For many years I’ve been aware of this poster—a classic by René Ferracci, the appointed affichiste of the nouvelle vague—without knowing anything about Je t’aime, je t’aime, a film which has been almost impossible to see for decades. Today, as a Valentine’s Day gift to New York cinephiles, Film Desk and Bleeding Light Film Group are bringing it back to Film Forum in a new 35mm print.
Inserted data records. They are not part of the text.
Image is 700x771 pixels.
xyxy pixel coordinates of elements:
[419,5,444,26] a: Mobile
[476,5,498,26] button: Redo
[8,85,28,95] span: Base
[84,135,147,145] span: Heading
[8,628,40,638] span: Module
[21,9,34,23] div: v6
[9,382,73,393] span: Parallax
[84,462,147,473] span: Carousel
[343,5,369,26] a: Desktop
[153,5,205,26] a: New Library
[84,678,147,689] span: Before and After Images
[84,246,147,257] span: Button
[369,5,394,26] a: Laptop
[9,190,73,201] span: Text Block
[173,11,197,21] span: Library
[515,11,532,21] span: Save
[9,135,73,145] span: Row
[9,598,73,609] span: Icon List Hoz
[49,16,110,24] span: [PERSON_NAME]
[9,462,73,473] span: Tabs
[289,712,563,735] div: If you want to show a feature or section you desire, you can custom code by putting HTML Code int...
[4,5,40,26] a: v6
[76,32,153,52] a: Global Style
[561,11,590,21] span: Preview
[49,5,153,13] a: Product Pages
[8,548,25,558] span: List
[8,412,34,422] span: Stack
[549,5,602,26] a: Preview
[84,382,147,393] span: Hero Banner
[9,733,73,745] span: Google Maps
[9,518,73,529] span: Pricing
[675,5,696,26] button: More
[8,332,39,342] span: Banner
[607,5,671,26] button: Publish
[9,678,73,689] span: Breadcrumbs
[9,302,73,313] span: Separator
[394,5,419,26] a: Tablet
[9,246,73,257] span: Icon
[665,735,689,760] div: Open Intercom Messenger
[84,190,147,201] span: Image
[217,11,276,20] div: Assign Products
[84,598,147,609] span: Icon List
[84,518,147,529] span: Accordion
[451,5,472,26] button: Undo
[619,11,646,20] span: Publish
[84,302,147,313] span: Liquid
Ferracci, master of the photo-collage, captures the fragmented whirlpool of Alain Resnais’ time-traveling love story in an unforgettable image that would maybe be better known, as would the film itself, if its protagonists had been bigger names. Je t’aime, je t’aime, made in 1968, was only Resnais’ fifth feature film, twenty-two years into his filmmaking career. (Just this week, at the age of 91, he premiered his latest, Life of Riley, at the Berlin Film Festival.) An avowed influence on Michel Gondry’s Eternal Sunshine of the Spotless Mind, and a continuation of Resnais’ explorations into memory and time in Last Year at Marienbad and Hiroshima, Mon Amour, Je t’aime, je t’aime is a delirious jigsaw puzzle of a movie. A man (Claude Rich), newly released from hospital after a suicide attempt, is recruited by a mysterious organization to be a guinea pig in their time travel experiments. Set up in a module that is half womb and half brain, he is flung back into an cuisinarted version of his recent life that only makes sense, to us, as time goes on.
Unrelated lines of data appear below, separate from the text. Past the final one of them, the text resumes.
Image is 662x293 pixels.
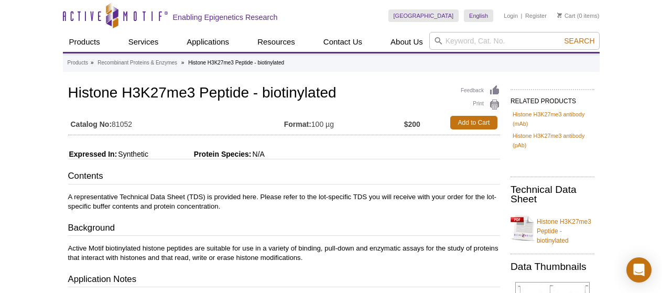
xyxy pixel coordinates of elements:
h3: Contents [68,170,500,184]
a: Add to Cart [450,116,497,129]
a: Histone H3K27me3 antibody (mAb) [513,110,592,128]
h2: RELATED PRODUCTS [510,89,594,108]
span: Protein Species: [150,150,252,158]
a: Print [461,99,500,111]
a: Products [68,58,88,68]
strong: $200 [404,119,420,129]
a: Cart [557,12,575,19]
td: 81052 [68,113,284,132]
a: Login [504,12,518,19]
span: N/A [252,150,265,158]
span: Search [564,37,594,45]
span: Expressed In: [68,150,117,158]
a: English [464,9,493,22]
img: Your Cart [557,13,562,18]
li: » [181,60,184,66]
span: Synthetic [117,150,148,158]
td: 100 µg [284,113,404,132]
input: Keyword, Cat. No. [429,32,600,50]
p: Active Motif biotinylated histone peptides are suitable for use in a variety of binding, pull-dow... [68,244,500,263]
h1: Histone H3K27me3 Peptide - biotinylated [68,85,500,103]
h2: Data Thumbnails [510,262,594,271]
a: Register [525,12,547,19]
a: Products [63,32,106,52]
a: Resources [251,32,301,52]
a: Histone H3K27me3 antibody (pAb) [513,131,592,150]
li: Histone H3K27me3 Peptide - biotinylated [188,60,284,66]
a: Feedback [461,85,500,96]
h2: Technical Data Sheet [510,185,594,204]
h2: Enabling Epigenetics Research [173,13,278,22]
a: [GEOGRAPHIC_DATA] [388,9,459,22]
a: About Us [384,32,429,52]
strong: Format: [284,119,311,129]
div: Open Intercom Messenger [626,257,651,282]
p: A representative Technical Data Sheet (TDS) is provided here. Please refer to the lot-specific TD... [68,192,500,211]
a: Applications [180,32,235,52]
a: Recombinant Proteins & Enzymes [97,58,177,68]
a: Contact Us [317,32,368,52]
strong: Catalog No: [71,119,112,129]
li: | [521,9,522,22]
li: (0 items) [557,9,600,22]
a: Histone H3K27me3 Peptide - biotinylated [510,211,594,245]
h3: Application Notes [68,273,500,288]
li: » [91,60,94,66]
a: Services [122,32,165,52]
button: Search [561,36,597,46]
h3: Background [68,222,500,236]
The German poster for the film—Ich Liebe Dich, Ich Liebe Dich—gaudily though not unpleasingly colorizes Ferracci’s design.
The brooding Italian 2-foglio poster uses Ferracci’s title treatment (in French no less) but places its protagonists as if they are looking at a movie screen in their mind’s eye. The time-travel in the movie in fact very much resembles watching a movie of ones own life, albeit one that has been chaotically reedited.
This Spanish-language (maybe Argentinian) poster is markedly different in style and tone, making the film—Te Amo, Te Amo—look like a softcore romcom.
I’m not sure where this other Spanish-language poster is from and what it was used for. It notably mentions the screenwriter Jacques Sternberg rather than Resnais.
Intended to be in competition at the 1968 Cannes Film Festival, which was famously shut down in sympathy with the student protests and general strikes of that year, Je t’aime, je t’aime didn’t make it to the New York Film Festival until 1970 and was only given a limited US release two years after that. This ad for the film from New Yorker Films is the only promotional piece I’ve seen that focuses on the sci-fi aspect over the romance: a photo of the blob-like time-travel machine rather than Olga Georges-Picot’s face.
Je t’aime, je t’aime opens at Film Forum today. Many thanks to Brian Block of Bleeding Light Films and to Mike Olenick for the posters.
You can see my previous posts on Alain Resnais’ films and posters here and here.